Walk me through the probability distributions you encounter most often in ML engineering — not just what they are, but where they show up in real systems and why they matter for modeling decisions.
You mentioned that using MSE assumes Gaussian residuals. In practice, most real-world data isn't perfectly Gaussian. How much does this assumption violation actually matter, and when should you switch to a different loss function?
tldr
Every ML loss function implies a distributional assumption: MSE→Gaussian, BCE→Bernoulli, CE→Categorical, Poisson NLL→Poisson. Choosing the right distribution means your model optimizes for the right thing.
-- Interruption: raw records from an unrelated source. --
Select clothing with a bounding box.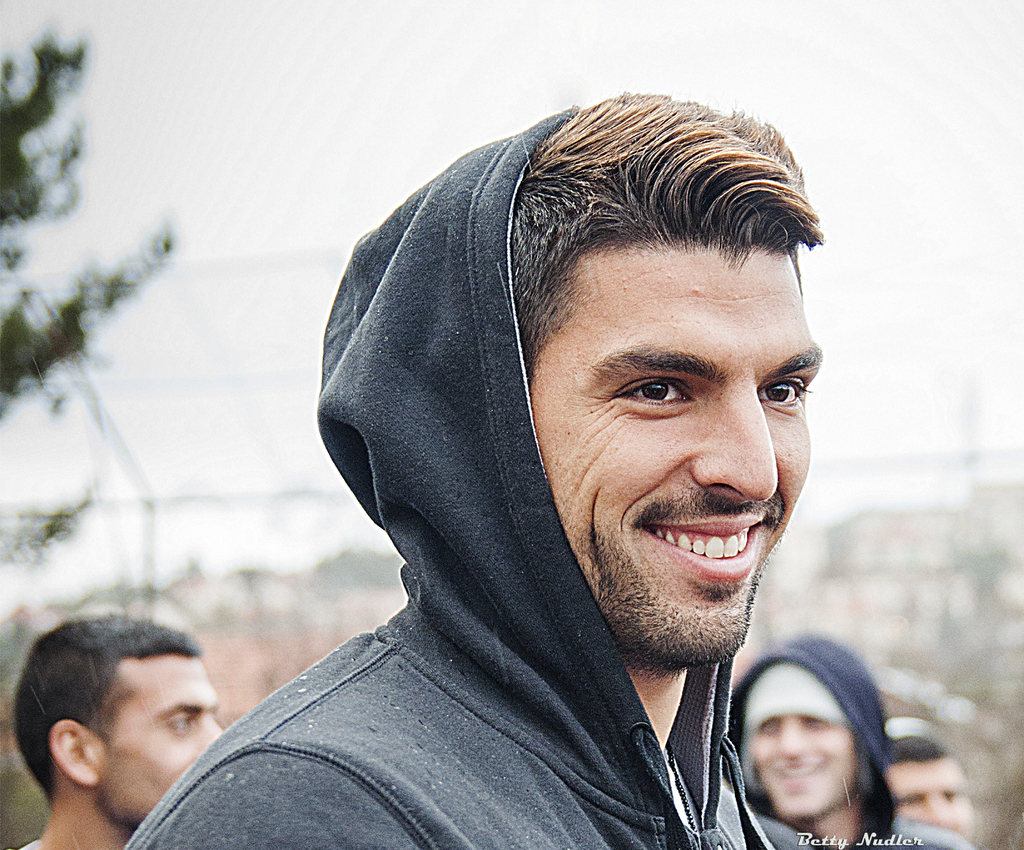
[123, 110, 775, 849].
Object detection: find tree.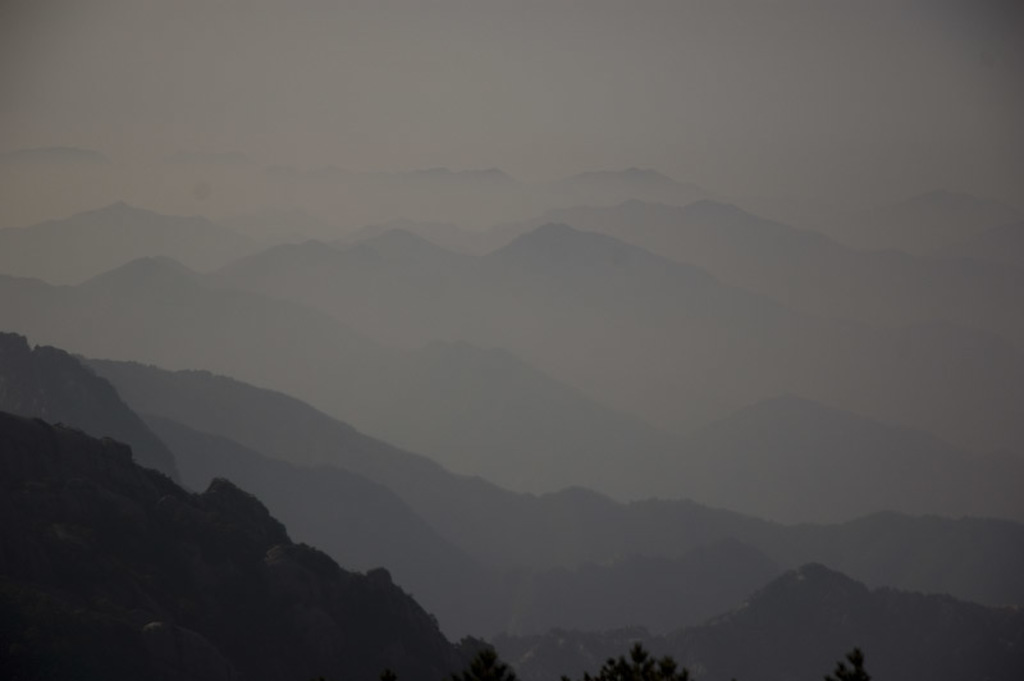
box=[841, 657, 867, 680].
Key patterns: Gaussian for symmetric continuous data, Poisson for counts, Exponential/Weibull for time-to-event, Beta for rates with small samples, LogNormal for positive heavy-tailed data. When assumptions break down (outliers, asymmetry, bounded targets), switch to the loss function that matches your data's actual distribution.
follow-up
- How would you decide between Poisson regression and Negative Binomial regression for count data? What diagnostic tells you which is appropriate?
- Explain how the reparameterization trick in VAEs relates to probability distributions — what problem does it solve?
- Your team wants to predict "time until user returns to the app." Why is standard regression inappropriate, and what distribution/model family would you use?